For many people, Donald Trump’s victory in Iowa this week will seem incomprehensible. Not only did he win – he did so by a margin that no other Republican has achieved since the state became the first to choose its candidates. This is quite a feat from a man facing almost 100 criminal charges, who was also twice impeached – the second time for encouraging his supporters to riot on Capitol Hill on 6 January 2021.

It now seems inevitable that Americans will be offered the same unappealing choice of leader in November as they had in 2020, but with an even older Joe Biden doing battle with an even more rumbustious Donald Trump. On current polling it looks as if Trump could win.

Trump’s power comes from his ability to provoke: he drives his enemies to loudly denounce him, and therefore promote him. It is hard to look past Trump’s outlandish character and conduct, which has often disgraced his country and his office.

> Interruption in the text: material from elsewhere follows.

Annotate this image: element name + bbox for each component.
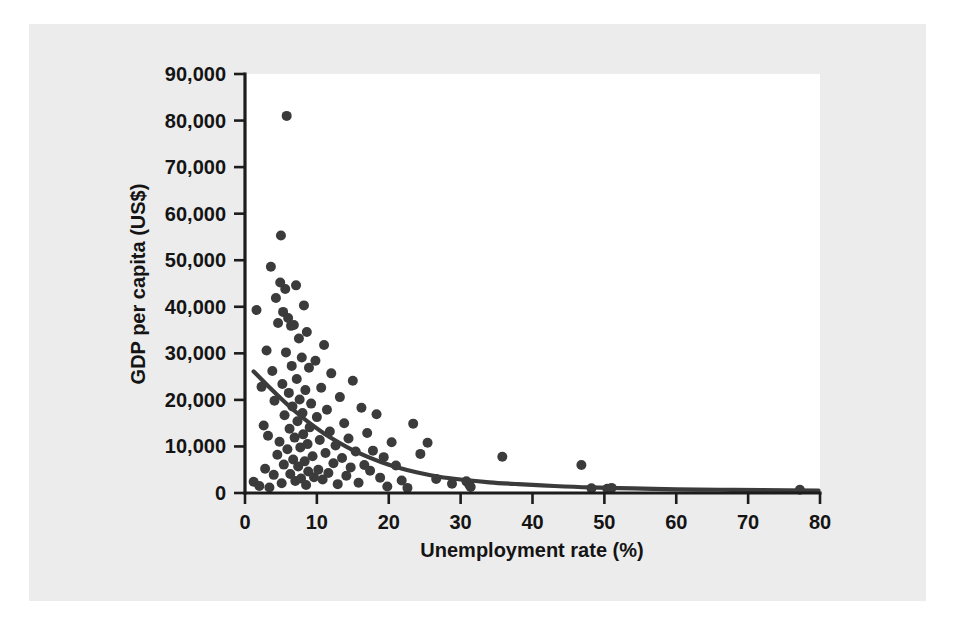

But his critics fail to make a persuasive case that his presidency was such a disaster for America. Until Covid, which struck in his final year, the American economy had thrived under his leadership. In his first year in office, Trump passed the Tax Cuts and Jobs Act in 2017 and median household income hit a record high.

It is astonishing that the United States cannot muster up two better candidates for the White House

Poverty rates for black and Hispanic Americans reached record lows, as did unemployment. Trump may not have built much of his vaunted wall to keep out illegal migrants from Mexico, but he made a better effort to control the US’s borders than either his predecessor or successor did. While his language has frequently been reprehensible, he was one of the first leaders to tap into the new mood against mass migration.